CHINA: A CASHLESS COUNTRY

CHINA: A CASHLESS COUNTRY

Cecilly Author EF
Author
Cecilly Francisco
2020.11.07

During the summer of 2020, my state was beginning to open restaurants once again with restrictions. One precaution that restaurants were taking was to place a QR code on each table that guests would scan to view the menu. The difference of that dinner and my time in China as an EF teacher was that in China, scanning a QR code could settle my bill, not just let me view the menu. Being stuck home during covid when borders closed made me realize just how convenient my life in China had been.

When I first arrived to China as an EF Teacher, I couldn’t wrap my mind around the norm being to use my phone to pay a restaurant bill, checkout at Walmart, Ikea, or to grab a snack at the 7-11 next to my EF center. The highlight of ending my day was to stop by the local corner by my apartment to buy vegetables and practice my numbers with the owner (let’s just say he can probably best attest to my Chinese improvement). All I would do was hand my items to be rung up, then scan the QR code at the checkout (or displayed on the phone of the kind man at the corner store).

Contrast those brief interactions to being home in the U.S. and having to remember my wallet, ensure the correct cards were inside, keep track of said wallet & said cards (that’s a full-time job in itself!), keep receipts (if work-expense-related), then stay current with the zip codes with my ever-frequent address changes… suffice to say, the simplicity of life in China is 10/10 in my books.

I recall being at a hotpot dinner in China with some friends and the simplicity to split the bill after simply scanning the QR code on the receipt. I contrast that to the nightmare of going out with friends stateside (pre-covid, obviously…) and going down the list of which payment app they have set up –Venmo, Cash App, PayPal, Apple Wallet, Facebook pay … or the fan-favorite: cash.

China cashless

WeChat, the only app you really, actually to need to live in China, makes all payments simple. When I say even my grandpa could learn it, I mean it. Even the older generation use WeChat pay. Can you imagine that… a world not explaining to your mom, dad, grandma, or grandpa how “technology works these days”?

You can anticipate using WeChat on the daily to buy groceries, top up subway cards, go shopping at the mall, and buy train or plane tickets. My greatest feat 4 months in was to buy a movie ticket by searching all theaters in the city, finding movies in English, choosing the seat, and paying for the ticket all in the WeChat app. Then I showed up with my friends, scanned the QR code, and vwwwwwalllla! We were good to go. Let the show begin.

Another fun use of WeChat pay was during Chinese New Year – the biggest celebratory week in China. Friends and family send each other virtual hongbao (“red envelopes”) in celebration. I remember when my Center Director sent every teacher in our school a red packet – WeChat randomized it so everyone got different amounts, which made it fun to jest with each other.

One of my favorite parts of China being a cashless society was being able to leave my house and need only my phone. A typical day for me looked a little like this:

· Order my Didi (Uber/Lyft) to work (through Wechat)

· Grab a jianbing (street food) (scan the street vendor’s QR code)

· Hop in my Didi & head to work. While in my didi, order my Luckin Coffee to be delivered to my center (there was an ongoing joke at my center that my coffee would always arrive before I did), & pay directly from my WeChat pay

· Midway through the day, the teachers at my center were prone to do a tea order and WeChat the money to the person ordering

· Lunch, of course, was all purchased with WeChat pay (cue jokes around the office of which of my 3 favorite meals I’d be ordering today)

· After work, likely hit a shop on the way home, scan that QR code at checkout

· For going home, I’d usually take the subway because … not in a rush to get home like I am to get to work 😉 I’d walk to the machine in the subway, scan the QR code on it to top up my subway card, then hit the subway with friends from my center. As I’m sitting on the train, usually I would order food or even a grocery items to (hopefully & typically) beat me home – all through WeChat, of course.

Yes, the cashless society has its benefits.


The records that follow are to be transcribed in full, without their images.

Dataset entries on figures:
#####
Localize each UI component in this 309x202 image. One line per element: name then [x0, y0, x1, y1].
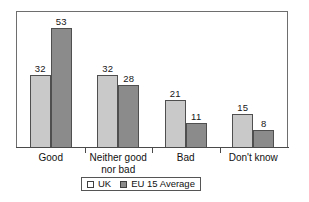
category-label-line2: nor bad	[85, 164, 153, 176]
category-label-line1: Don't know	[229, 152, 278, 163]
legend-label: EU 15 Average	[131, 179, 195, 189]
bar-value-label: 8	[261, 118, 266, 129]
category-label: Don't know	[220, 152, 288, 164]
bar-slot: 28	[118, 12, 139, 148]
bar-group: 3228	[85, 12, 153, 148]
bar-slot: 32	[30, 12, 51, 148]
legend-item: EU 15 Average	[120, 179, 195, 189]
bar-slot: 11	[186, 12, 207, 148]
bar	[165, 100, 186, 148]
bar	[232, 114, 253, 148]
bar-value-label: 53	[56, 16, 67, 27]
axis-tick	[220, 148, 221, 153]
bar	[186, 123, 207, 148]
bar-value-label: 15	[237, 102, 248, 113]
category-label: Bad	[152, 152, 220, 164]
bar	[97, 75, 118, 148]
legend-label: UK	[98, 179, 111, 189]
bar	[118, 85, 139, 148]
bar-group: 3253	[17, 12, 85, 148]
chart-legend: UKEU 15 Average	[81, 177, 201, 191]
bar-slot: 15	[232, 12, 253, 148]
category-label-line1: Neither good	[90, 152, 147, 163]
category-label-line1: Bad	[177, 152, 195, 163]
category-axis-labels: GoodNeither goodnor badBadDon't know	[17, 152, 287, 178]
bar-slot: 21	[165, 12, 186, 148]
legend-swatch-icon	[87, 181, 94, 188]
bar-value-label: 32	[35, 63, 46, 74]
legend-item: UK	[87, 179, 111, 189]
bar-value-label: 11	[191, 111, 201, 122]
category-label: Good	[17, 152, 85, 164]
bar-slot: 53	[51, 12, 72, 148]
legend-swatch-icon	[120, 181, 127, 188]
bar-group: 2111	[152, 12, 220, 148]
category-label: Neither goodnor bad	[85, 152, 153, 175]
axis-tick	[85, 148, 86, 153]
bar-value-label: 28	[123, 73, 134, 84]
bar-value-label: 21	[170, 88, 181, 99]
axis-tick	[152, 148, 153, 153]
bar-chart: 325332282111158 GoodNeither goodnor badB…	[0, 0, 309, 202]
bar	[30, 75, 51, 148]
category-label-line1: Good	[39, 152, 63, 163]
bar-value-label: 32	[102, 63, 113, 74]
bar-slot: 8	[253, 12, 274, 148]
bar	[51, 28, 72, 148]
bar-group: 158	[220, 12, 288, 148]
bar-slot: 32	[97, 12, 118, 148]
bar	[253, 130, 274, 148]
plot-area: 325332282111158	[17, 12, 287, 148]
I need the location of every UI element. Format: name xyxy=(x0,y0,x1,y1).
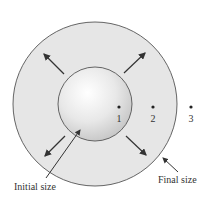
point-1-label: 1 xyxy=(117,113,122,124)
initial-size-label: Initial size xyxy=(14,181,56,192)
final-size-label: Final size xyxy=(158,174,197,185)
point-3 xyxy=(189,105,192,108)
point-2-label: 2 xyxy=(151,113,156,124)
inner-circle-initial xyxy=(58,67,132,141)
expansion-diagram: 1 2 3 Initial size Final size xyxy=(0,0,208,197)
point-1 xyxy=(117,105,120,108)
point-2 xyxy=(151,105,154,108)
final-size-pointer-icon xyxy=(163,158,178,172)
point-3-label: 3 xyxy=(189,113,194,124)
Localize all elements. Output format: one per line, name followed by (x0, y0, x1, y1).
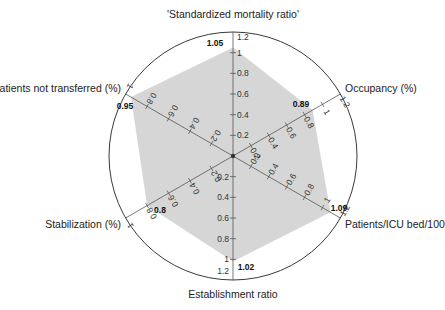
tick-label: 1 (124, 221, 135, 230)
tick-label: 0.4 (217, 192, 229, 202)
radar-chart: 0.20.40.60.811.20.20.40.60.811.20.20.40.… (0, 0, 445, 310)
tick-mark (321, 102, 324, 107)
axis-title-stabilization: Stabilization (%) (45, 218, 121, 230)
axis-title-not-transferred: Patients not transferred (%) (0, 82, 121, 94)
tick-label: 1 (224, 254, 229, 264)
value-label-not-transferred: 0.95 (117, 101, 134, 111)
tick-label: 0.2 (237, 130, 249, 140)
tick-label: 1.2 (217, 266, 229, 276)
value-label-icu: 1.09 (331, 203, 348, 213)
axis-title-occupancy: Occupancy (%) (345, 82, 417, 94)
tick-label: 1 (237, 48, 242, 58)
tick-label: 1 (124, 82, 135, 91)
tick-label: 1.2 (338, 94, 353, 109)
tick-label: 0.6 (217, 213, 229, 223)
value-label-establishment: 1.02 (238, 262, 255, 272)
axis-title-establishment: Establishment ratio (188, 288, 277, 300)
value-label-stabilization: 0.8 (154, 205, 166, 215)
tick-label: 1 (321, 108, 332, 117)
tick-label: 0.4 (237, 110, 249, 120)
value-label-occupancy: 0.89 (293, 99, 310, 109)
tick-label: 0.6 (237, 89, 249, 99)
axis-title-smr: 'Standardized mortality ratio' (167, 8, 299, 20)
value-label-smr: 1.05 (207, 38, 224, 48)
tick-label: 0.8 (237, 68, 249, 78)
tick-label: 1.2 (237, 32, 249, 42)
center-point (231, 154, 235, 158)
tick-label: 0.8 (217, 234, 229, 244)
axis-title-icu: Patients/ICU bed/100 (345, 218, 445, 230)
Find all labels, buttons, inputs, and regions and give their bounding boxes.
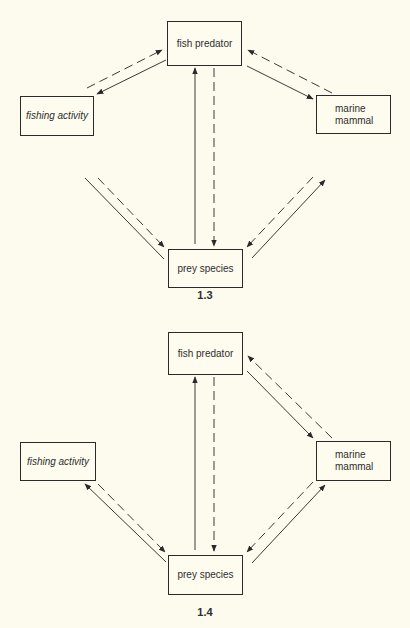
edge-1.4-mammal-to-predator-dashed bbox=[248, 356, 332, 438]
edge-1.4-mammal-to-prey-dashed bbox=[247, 482, 313, 552]
edge-1.3-fishing-to-prey-solid bbox=[85, 178, 164, 259]
edge-1.4-prey-to-mammal-solid bbox=[252, 485, 325, 563]
figure-label-1.3: 1.3 bbox=[175, 289, 235, 301]
node-1.4-marine-mammal-label: marine mammal bbox=[335, 449, 373, 473]
edge-1.4-predator-to-mammal-solid bbox=[247, 371, 313, 438]
node-1.4-marine-mammal: marine mammal bbox=[316, 441, 391, 481]
edge-1.3-fishing-to-prey-dashed bbox=[98, 178, 164, 247]
node-1.3-prey-species: prey species bbox=[168, 249, 243, 288]
node-1.4-fish-predator: fish predator bbox=[168, 332, 243, 375]
node-1.3-fishing-activity: fishing activity bbox=[20, 96, 94, 136]
node-1.4-fishing-activity: fishing activity bbox=[20, 442, 96, 481]
figure-label-1.4: 1.4 bbox=[175, 606, 235, 618]
node-1.4-prey-species: prey species bbox=[168, 555, 243, 595]
edge-1.3-predator-to-mammal-solid bbox=[247, 66, 313, 99]
edge-1.3-prey-to-mammal-solid bbox=[252, 180, 325, 258]
edge-1.3-mammal-to-predator-dashed bbox=[248, 50, 332, 93]
edge-1.4-fishing-to-prey-dashed bbox=[98, 484, 165, 552]
edge-1.3-fishing-to-predator-dashed bbox=[87, 50, 162, 88]
node-1.3-fish-predator: fish predator bbox=[167, 21, 242, 66]
edge-1.4-prey-to-fishing-solid bbox=[85, 484, 166, 562]
edge-1.3-mammal-to-prey-dashed bbox=[247, 177, 313, 247]
node-1.3-marine-mammal: marine mammal bbox=[316, 95, 391, 134]
node-1.3-marine-mammal-label: marine mammal bbox=[335, 103, 373, 127]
#####
Result for this exercise:
Localize each UI component in this 309x202 image. One line per element: name then [x0, y0, x1, y1].
category-label-line2: nor bad	[85, 164, 153, 176]
category-label-line1: Don't know	[229, 152, 278, 163]
legend-label: EU 15 Average	[131, 179, 195, 189]
bar-value-label: 8	[261, 118, 266, 129]
category-label: Don't know	[220, 152, 288, 164]
bar-slot: 28	[118, 12, 139, 148]
bar-group: 3228	[85, 12, 153, 148]
bar-slot: 32	[30, 12, 51, 148]
legend-item: EU 15 Average	[120, 179, 195, 189]
bar-slot: 11	[186, 12, 207, 148]
bar	[165, 100, 186, 148]
bar	[232, 114, 253, 148]
bar-value-label: 53	[56, 16, 67, 27]
axis-tick	[220, 148, 221, 153]
bar	[186, 123, 207, 148]
bar-value-label: 15	[237, 102, 248, 113]
category-label: Bad	[152, 152, 220, 164]
bar	[97, 75, 118, 148]
legend-label: UK	[98, 179, 111, 189]
bar	[118, 85, 139, 148]
bar-group: 3253	[17, 12, 85, 148]
chart-legend: UKEU 15 Average	[81, 177, 201, 191]
bar-slot: 15	[232, 12, 253, 148]
category-label-line1: Neither good	[90, 152, 147, 163]
category-label-line1: Bad	[177, 152, 195, 163]
category-axis-labels: GoodNeither goodnor badBadDon't know	[17, 152, 287, 178]
bar-slot: 21	[165, 12, 186, 148]
legend-swatch-icon	[87, 181, 94, 188]
bar-value-label: 32	[35, 63, 46, 74]
legend-item: UK	[87, 179, 111, 189]
bar-value-label: 11	[191, 111, 201, 122]
category-label: Good	[17, 152, 85, 164]
bar-slot: 53	[51, 12, 72, 148]
legend-swatch-icon	[120, 181, 127, 188]
bar-group: 2111	[152, 12, 220, 148]
category-label: Neither goodnor bad	[85, 152, 153, 175]
axis-tick	[85, 148, 86, 153]
bar-value-label: 28	[123, 73, 134, 84]
bar-value-label: 21	[170, 88, 181, 99]
axis-tick	[152, 148, 153, 153]
bar-chart: 325332282111158 GoodNeither goodnor badB…	[0, 0, 309, 202]
bar	[30, 75, 51, 148]
category-label-line1: Good	[39, 152, 63, 163]
bar-value-label: 32	[102, 63, 113, 74]
bar-slot: 8	[253, 12, 274, 148]
bar	[51, 28, 72, 148]
bar-group: 158	[220, 12, 288, 148]
bar-slot: 32	[97, 12, 118, 148]
bar	[253, 130, 274, 148]
plot-area: 325332282111158	[17, 12, 287, 148]
I need the location of every UI element. Format: name xyxy=(x0,y0,x1,y1).
point-1-label: 1 xyxy=(117,113,122,124)
initial-size-label: Initial size xyxy=(14,181,56,192)
final-size-label: Final size xyxy=(158,174,197,185)
point-3 xyxy=(189,105,192,108)
point-2-label: 2 xyxy=(151,113,156,124)
inner-circle-initial xyxy=(58,67,132,141)
expansion-diagram: 1 2 3 Initial size Final size xyxy=(0,0,208,197)
point-1 xyxy=(117,105,120,108)
point-2 xyxy=(151,105,154,108)
final-size-pointer-icon xyxy=(163,158,178,172)
point-3-label: 3 xyxy=(189,113,194,124)
Localize all elements. Output format: one per line, name followed by (x0, y0, x1, y1).
tick-label: 1 (124, 221, 135, 230)
tick-label: 0.4 (217, 192, 229, 202)
radar-chart: 0.20.40.60.811.20.20.40.60.811.20.20.40.… (0, 0, 445, 310)
tick-mark (321, 102, 324, 107)
axis-title-stabilization: Stabilization (%) (45, 218, 121, 230)
axis-title-not-transferred: Patients not transferred (%) (0, 82, 121, 94)
tick-label: 1 (224, 254, 229, 264)
value-label-not-transferred: 0.95 (117, 101, 134, 111)
tick-label: 0.2 (237, 130, 249, 140)
tick-label: 1.2 (217, 266, 229, 276)
value-label-icu: 1.09 (331, 203, 348, 213)
axis-title-occupancy: Occupancy (%) (345, 82, 417, 94)
tick-label: 1 (237, 48, 242, 58)
tick-label: 1 (124, 82, 135, 91)
tick-label: 1.2 (338, 94, 353, 109)
tick-label: 0.6 (217, 213, 229, 223)
value-label-establishment: 1.02 (238, 262, 255, 272)
axis-title-establishment: Establishment ratio (188, 288, 277, 300)
value-label-stabilization: 0.8 (154, 205, 166, 215)
tick-label: 1 (321, 108, 332, 117)
tick-label: 0.4 (237, 110, 249, 120)
value-label-occupancy: 0.89 (293, 99, 310, 109)
tick-label: 0.6 (237, 89, 249, 99)
axis-title-smr: 'Standardized mortality ratio' (167, 8, 299, 20)
value-label-smr: 1.05 (207, 38, 224, 48)
tick-label: 0.8 (237, 68, 249, 78)
tick-label: 1.2 (237, 32, 249, 42)
center-point (231, 154, 235, 158)
tick-label: 0.8 (217, 234, 229, 244)
axis-title-icu: Patients/ICU bed/100 (345, 218, 445, 230)
Find all labels, buttons, inputs, and regions and give their bounding boxes.
edge-1.4-mammal-to-predator-dashed bbox=[248, 356, 332, 438]
edge-1.4-mammal-to-prey-dashed bbox=[247, 482, 313, 552]
edge-1.3-fishing-to-prey-solid bbox=[85, 178, 164, 259]
edge-1.4-prey-to-mammal-solid bbox=[252, 485, 325, 563]
figure-label-1.3: 1.3 bbox=[175, 289, 235, 301]
node-1.4-marine-mammal-label: marine mammal bbox=[335, 449, 373, 473]
edge-1.4-predator-to-mammal-solid bbox=[247, 371, 313, 438]
node-1.4-marine-mammal: marine mammal bbox=[316, 441, 391, 481]
edge-1.3-fishing-to-prey-dashed bbox=[98, 178, 164, 247]
node-1.3-prey-species: prey species bbox=[168, 249, 243, 288]
node-1.4-fish-predator: fish predator bbox=[168, 332, 243, 375]
node-1.3-fishing-activity: fishing activity bbox=[20, 96, 94, 136]
node-1.4-fishing-activity: fishing activity bbox=[20, 442, 96, 481]
figure-label-1.4: 1.4 bbox=[175, 606, 235, 618]
node-1.4-prey-species: prey species bbox=[168, 555, 243, 595]
edge-1.3-predator-to-mammal-solid bbox=[247, 66, 313, 99]
edge-1.3-prey-to-mammal-solid bbox=[252, 180, 325, 258]
edge-1.3-mammal-to-predator-dashed bbox=[248, 50, 332, 93]
edge-1.4-fishing-to-prey-dashed bbox=[98, 484, 165, 552]
edge-1.3-fishing-to-predator-dashed bbox=[87, 50, 162, 88]
node-1.3-fish-predator: fish predator bbox=[167, 21, 242, 66]
edge-1.4-prey-to-fishing-solid bbox=[85, 484, 166, 562]
edge-1.3-mammal-to-prey-dashed bbox=[247, 177, 313, 247]
node-1.3-marine-mammal: marine mammal bbox=[316, 95, 391, 134]
node-1.3-marine-mammal-label: marine mammal bbox=[335, 103, 373, 127]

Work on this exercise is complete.